In 1599, in the 40th year of Queen Elizabeth’s reign, when she had no heir or obvious successor in a time of increasing instability and fears of civil war, William Shakespeare got away with depicting the assassination of a popular and powerful leader – one with no heir or obvious successor in a time of increasing instability and fears of civil war.
How did he do this? By depicting an actual historic incident from the distant past, calling it a tragedy, and focusing on the consequences for the perpetrators of this foul deed.
William Shakespeare’s Julius Caesar is about the death of a tyrant, but its title character is not its central protagonist. Shakespeare’s play focuses instead on two of the leaders of the conspiracy: Gaius Cassius and Marcus Brutus. Cassius’ antipathy towards Caesar is personal; he seems jealous that Caesar is treated like “a god” when in fact he’s very much a man who once needed Cassius’ help swimming across a river. Brutus, on the other hand, fears demagoguery, the political power of the mob, and the dangers of monarchy: “I do fear the people / Choose Caesar for their king.”
Many productions give Julius Caesar a modern spin to make the threat of Caesar’s autocracy more visceral. In his 1937 Mercury Theatre production, Orson Welles gave the play a fascistic makeover that evoked both Mussolini’s Italy and Nazi Germany. He even had Cinna the Poet’s death come, not at the hands of a frenzied mob of “the people” so feared by Brutus (as in Shakespeare’s play), but from a Gestapo-like police force.
In 2017, the Public Theater’s annual Shakespeare in the Park production in New York City presented a Caesar who in costume and mannerisms was clearly supposed to be Donald Trump, accompanied by a Slavic-accented Calphurnia. This caused both amusement and outrage, with critics claiming that liberal-leaning theaters would never have done something similar with a Caesar dressed to look like Barack Obama. Except…an Acting Company production presented by the Guthrie Theater in 2012 did exactly that without a fraction of outrage.
It’s appealing to recast the Roman Empire into something more recent and specific, but the danger of characterizing Caesar as a World War II-era fascist or a recent/current American president is that it can shift an audience’s focus and sympathy over to the victim. If Shakespeare had written a play about the dangers of assassinating Queen Elizabeth, he’d have been thrown in the Tower for even portraying such a thing, and audiences (and the Crown) would have been too outraged to catch the play’s very clear warning about the dangers and consequences of using violence to achieve political aims. Visually transforming Caesar into a contemporary analogue risks weakening the play’s argument by tying the story of Caesar too specifically to the modern moment, something the play already does by making the Roman Empire a metaphor for all eras.
Perhaps most successful at avoiding this trap was Chicago’s Writers Theatre production, which ran in the two months leading up to the 2016 presidential election. Dressed in modern clothes with a Latino actor cast as Caesar, iPhone videos projected onto large monitors, and occasional banners reading “Make Rome Great Again!”, the contemporary parallels were present but not overpowering. More satisfyingly, adapters and co-directors Michael Halberstam and Scott Parkinson focused the script more clearly and specifically on Cassius and Brutus as dual protagonists. They also clarified the relationship between Octavius and Marc Antony by bringing in language from Shakespeare’s Antony and Cleopatra.
In an episode of my Reduced Shakespeare Company Podcast, Parkinson (who also played Cassius) discussed the play’s confusing elements from the viewer’s perspective, especially after the assassination when “suddenly there are all these new characters that get introduced and they have all these names that you’re trying to follow …The story you start with, which to me is the story of Brutus and Cassius, gets a little diffused and a little lost.”
Parkinson’s and Halberstam’s adaptation kept the focus where it should be: On the unintended consequences and personal tragedy of Shakespeare’s dual protagonists. Without changing any of Shakespeare’s words, Brutus and Cassius ran on to each other’s swords, ending their journey — and the play — together.
Another historical assassin, John Wilkes Booth, famously shouted “Sic semper tyrannis!” — “Thus always to tyrants!” — as he leapt to the stage after shooting Abraham Lincoln at Ford’s Theatre. The moral of Shakespeare’s tragedy, which reveals assassination’s grievous repercussions for both individuals and empires, might well be “ita semper interfectoribus” — “Thus always to assassins.”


### Exercise
What is needed is a verbatim copy of every record below, with the pictures left out.

# # # #

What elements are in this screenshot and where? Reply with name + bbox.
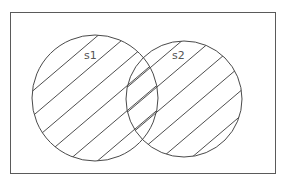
set-s1-label: s1 xyxy=(84,49,97,62)
set-s2-label: s2 xyxy=(172,49,185,62)
universe-rectangle xyxy=(11,13,276,174)
venn-diagram: s1 s2 xyxy=(0,0,286,186)
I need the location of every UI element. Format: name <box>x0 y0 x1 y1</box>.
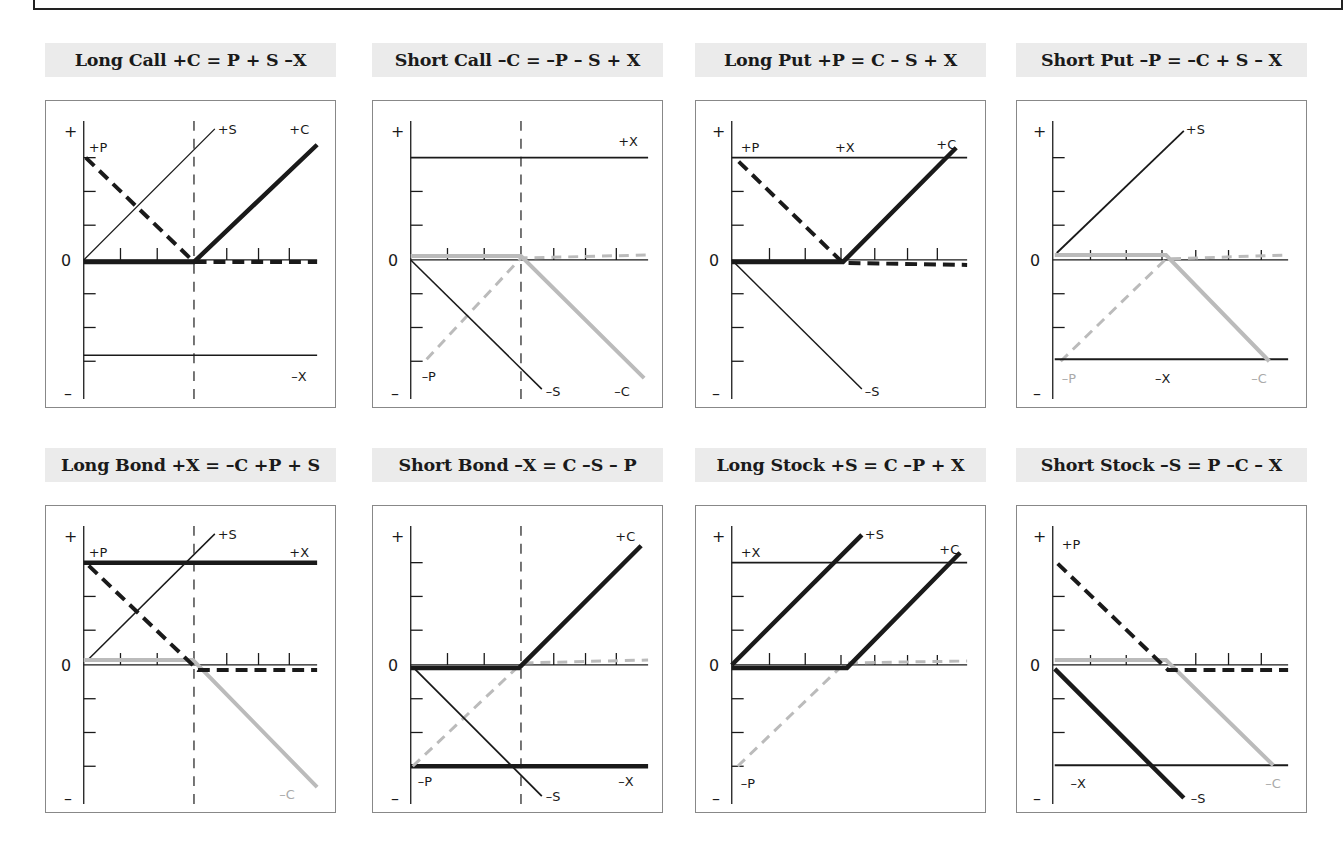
panel-title: Long Stock +S = C –P + X <box>695 448 986 482</box>
series-label: +C <box>289 122 309 137</box>
series-label: +X <box>741 545 761 560</box>
series-label: –X <box>1155 371 1170 386</box>
axis-zero-label: 0 <box>1030 251 1040 270</box>
axis-minus-label: – <box>1033 789 1041 808</box>
series-label: +X <box>835 140 855 155</box>
series-label: –P <box>1062 371 1076 386</box>
series-plus-c <box>732 148 956 262</box>
axis-plus-label: + <box>712 122 725 141</box>
axis-plus-label: + <box>64 527 77 546</box>
axis-plus-label: + <box>64 122 77 141</box>
series-label: +S <box>865 527 884 542</box>
header-frame <box>33 0 1343 10</box>
series-label: –X <box>291 369 306 384</box>
series-label: +C <box>615 529 635 544</box>
panel-title: Long Put +P = C – S + X <box>695 43 986 77</box>
panel-title: Short Stock –S = P –C – X <box>1016 448 1307 482</box>
series-label: –P <box>418 774 432 789</box>
axis-minus-label: – <box>64 789 72 808</box>
chart-svg: + 0 – +X –P –S –C <box>373 101 662 407</box>
payoff-chart: + 0 – +P –X –S –C <box>1016 505 1307 813</box>
series-label: –C <box>1265 776 1280 791</box>
axis-plus-label: + <box>712 527 725 546</box>
axis-zero-label: 0 <box>61 656 71 675</box>
panel-title: Long Call +C = P + S –X <box>45 43 336 77</box>
series-label: –S <box>546 384 561 399</box>
payoff-chart: + 0 – +S –P –X –C <box>1016 100 1307 408</box>
series-label: +P <box>1062 537 1081 552</box>
series-minus-c <box>411 256 644 378</box>
series-label: –C <box>1251 371 1266 386</box>
axis-zero-label: 0 <box>1030 656 1040 675</box>
series-label: –P <box>422 369 436 384</box>
series-label: +S <box>1186 122 1205 137</box>
chart-svg: + 0 – +P +X +C –S <box>696 101 985 407</box>
series-label: +P <box>89 545 108 560</box>
series-label: –S <box>546 789 561 804</box>
series-label: –S <box>865 384 880 399</box>
series-plus-p <box>86 158 317 262</box>
axis-zero-label: 0 <box>388 251 398 270</box>
series-label: +C <box>939 542 959 557</box>
chart-svg: + 0 – +P +S +C –X <box>46 101 335 407</box>
series-minus-p <box>738 661 967 766</box>
panel-title: Short Bond –X = C –S – P <box>372 448 663 482</box>
series-plus-c <box>411 546 641 668</box>
payoff-chart: + 0 – +X –P –S –C <box>372 100 663 408</box>
series-label: –C <box>614 384 629 399</box>
payoff-chart: + 0 – +P +X +C –S <box>695 100 986 408</box>
series-label: –X <box>1071 776 1086 791</box>
axis-zero-label: 0 <box>709 656 719 675</box>
axis-minus-label: – <box>712 384 720 403</box>
chart-svg: + 0 – +P +S +X –C <box>46 506 335 812</box>
axis-minus-label: – <box>1033 384 1041 403</box>
axis-minus-label: – <box>64 384 72 403</box>
axis-minus-label: – <box>391 384 399 403</box>
series-label: +X <box>289 545 309 560</box>
series-plus-s <box>1057 131 1184 253</box>
series-label: –S <box>1191 791 1206 806</box>
series-minus-s <box>413 667 542 796</box>
series-minus-c <box>1055 255 1270 361</box>
axis-plus-label: + <box>391 527 404 546</box>
series-plus-p <box>89 566 317 670</box>
series-label: –P <box>741 776 755 791</box>
chart-svg: + 0 – +P –X –S –C <box>1017 506 1306 812</box>
axis-zero-label: 0 <box>388 656 398 675</box>
payoff-chart: + 0 – +C –P –S –X <box>372 505 663 813</box>
axis-minus-label: – <box>712 789 720 808</box>
axis-plus-label: + <box>1033 527 1046 546</box>
axis-zero-label: 0 <box>61 251 71 270</box>
panel-title: Short Put –P = –C + S – X <box>1016 43 1307 77</box>
payoff-chart: + 0 – +P +S +C –X <box>45 100 336 408</box>
series-minus-c <box>84 660 317 787</box>
chart-svg: + 0 – +C –P –S –X <box>373 506 662 812</box>
payoff-chart: + 0 – +X +S +C –P <box>695 505 986 813</box>
series-minus-s <box>732 260 862 389</box>
series-label: +P <box>741 140 760 155</box>
payoff-chart: + 0 – +P +S +X –C <box>45 505 336 813</box>
series-label: +C <box>936 137 956 152</box>
series-plus-p <box>1058 564 1288 670</box>
chart-svg: + 0 – +S –P –X –C <box>1017 101 1306 407</box>
series-minus-c <box>1055 660 1273 765</box>
series-label: –X <box>618 774 633 789</box>
series-minus-p <box>413 660 648 766</box>
axis-zero-label: 0 <box>709 251 719 270</box>
series-label: +P <box>89 140 108 155</box>
series-plus-c <box>84 145 317 262</box>
axis-minus-label: – <box>391 789 399 808</box>
axis-plus-label: + <box>1033 122 1046 141</box>
chart-svg: + 0 – +X +S +C –P <box>696 506 985 812</box>
series-label: –C <box>279 787 294 802</box>
series-plus-c <box>732 553 960 668</box>
series-label: +X <box>618 134 638 149</box>
panel-title: Short Call –C = –P – S + X <box>372 43 663 77</box>
axis-plus-label: + <box>391 122 404 141</box>
series-label: +S <box>218 527 237 542</box>
series-label: +S <box>218 122 237 137</box>
panel-title: Long Bond +X = –C +P + S <box>45 448 336 482</box>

# # # #

### Task output
What elements are in this screenshot and where? Reply with name + bbox.
set-s1-label: s1 xyxy=(84,49,97,62)
set-s2-label: s2 xyxy=(172,49,185,62)
universe-rectangle xyxy=(11,13,276,174)
venn-diagram: s1 s2 xyxy=(0,0,286,186)
I need the location of every UI element. Format: name <box>x0 y0 x1 y1</box>.
panel-title: Long Stock +S = C –P + X <box>695 448 986 482</box>
series-label: +C <box>289 122 309 137</box>
series-label: +X <box>741 545 761 560</box>
series-label: –X <box>1155 371 1170 386</box>
axis-zero-label: 0 <box>1030 251 1040 270</box>
axis-minus-label: – <box>1033 789 1041 808</box>
series-label: +X <box>835 140 855 155</box>
series-label: –P <box>1062 371 1076 386</box>
series-plus-c <box>732 148 956 262</box>
axis-plus-label: + <box>712 122 725 141</box>
axis-plus-label: + <box>64 527 77 546</box>
axis-plus-label: + <box>64 122 77 141</box>
series-label: +S <box>865 527 884 542</box>
header-frame <box>33 0 1343 10</box>
series-label: –X <box>291 369 306 384</box>
series-label: +C <box>615 529 635 544</box>
panel-title: Long Put +P = C – S + X <box>695 43 986 77</box>
panel-title: Short Stock –S = P –C – X <box>1016 448 1307 482</box>
series-label: –P <box>418 774 432 789</box>
axis-minus-label: – <box>64 789 72 808</box>
chart-svg: + 0 – +X –P –S –C <box>373 101 662 407</box>
payoff-chart: + 0 – +P –X –S –C <box>1016 505 1307 813</box>
series-label: –C <box>1265 776 1280 791</box>
axis-plus-label: + <box>712 527 725 546</box>
axis-zero-label: 0 <box>61 656 71 675</box>
panel-title: Long Call +C = P + S –X <box>45 43 336 77</box>
series-label: –S <box>546 384 561 399</box>
payoff-chart: + 0 – +S –P –X –C <box>1016 100 1307 408</box>
series-label: +P <box>1062 537 1081 552</box>
series-minus-c <box>411 256 644 378</box>
series-label: –C <box>1251 371 1266 386</box>
axis-zero-label: 0 <box>1030 656 1040 675</box>
series-label: –P <box>422 369 436 384</box>
series-label: +S <box>1186 122 1205 137</box>
chart-svg: + 0 – +P +X +C –S <box>696 101 985 407</box>
series-label: +P <box>89 545 108 560</box>
series-label: –S <box>546 789 561 804</box>
series-label: –S <box>865 384 880 399</box>
series-plus-p <box>86 158 317 262</box>
axis-zero-label: 0 <box>388 251 398 270</box>
series-label: +C <box>939 542 959 557</box>
chart-svg: + 0 – +P +S +C –X <box>46 101 335 407</box>
series-minus-p <box>738 661 967 766</box>
panel-title: Short Bond –X = C –S – P <box>372 448 663 482</box>
series-plus-c <box>411 546 641 668</box>
payoff-chart: + 0 – +X –P –S –C <box>372 100 663 408</box>
series-label: –C <box>614 384 629 399</box>
payoff-chart: + 0 – +P +X +C –S <box>695 100 986 408</box>
series-label: –X <box>1071 776 1086 791</box>
axis-zero-label: 0 <box>709 656 719 675</box>
axis-minus-label: – <box>712 384 720 403</box>
chart-svg: + 0 – +P +S +X –C <box>46 506 335 812</box>
axis-minus-label: – <box>1033 384 1041 403</box>
axis-minus-label: – <box>64 384 72 403</box>
axis-minus-label: – <box>391 384 399 403</box>
series-label: +X <box>289 545 309 560</box>
series-plus-s <box>1057 131 1184 253</box>
series-label: –S <box>1191 791 1206 806</box>
series-minus-s <box>413 667 542 796</box>
series-minus-c <box>1055 255 1270 361</box>
axis-plus-label: + <box>391 527 404 546</box>
series-plus-p <box>89 566 317 670</box>
series-label: –P <box>741 776 755 791</box>
chart-svg: + 0 – +P –X –S –C <box>1017 506 1306 812</box>
axis-zero-label: 0 <box>388 656 398 675</box>
payoff-chart: + 0 – +C –P –S –X <box>372 505 663 813</box>
axis-minus-label: – <box>712 789 720 808</box>
axis-plus-label: + <box>1033 527 1046 546</box>
axis-zero-label: 0 <box>61 251 71 270</box>
panel-title: Short Put –P = –C + S – X <box>1016 43 1307 77</box>
payoff-chart: + 0 – +P +S +C –X <box>45 100 336 408</box>
series-minus-c <box>84 660 317 787</box>
chart-svg: + 0 – +C –P –S –X <box>373 506 662 812</box>
payoff-chart: + 0 – +X +S +C –P <box>695 505 986 813</box>
series-minus-s <box>732 260 862 389</box>
series-label: +P <box>741 140 760 155</box>
payoff-chart: + 0 – +P +S +X –C <box>45 505 336 813</box>
series-label: +C <box>936 137 956 152</box>
series-plus-p <box>1058 564 1288 670</box>
chart-svg: + 0 – +S –P –X –C <box>1017 101 1306 407</box>
series-minus-c <box>1055 660 1273 765</box>
series-label: –X <box>618 774 633 789</box>
series-minus-p <box>413 660 648 766</box>
axis-zero-label: 0 <box>709 251 719 270</box>
series-label: +P <box>89 140 108 155</box>
series-plus-c <box>84 145 317 262</box>
axis-minus-label: – <box>391 789 399 808</box>
axis-plus-label: + <box>1033 122 1046 141</box>
chart-svg: + 0 – +X +S +C –P <box>696 506 985 812</box>
series-label: –C <box>279 787 294 802</box>
series-plus-c <box>732 553 960 668</box>
series-label: +X <box>618 134 638 149</box>
panel-title: Short Call –C = –P – S + X <box>372 43 663 77</box>
axis-plus-label: + <box>391 122 404 141</box>
series-label: +S <box>218 527 237 542</box>
series-label: +S <box>218 122 237 137</box>
panel-title: Long Bond +X = –C +P + S <box>45 448 336 482</box>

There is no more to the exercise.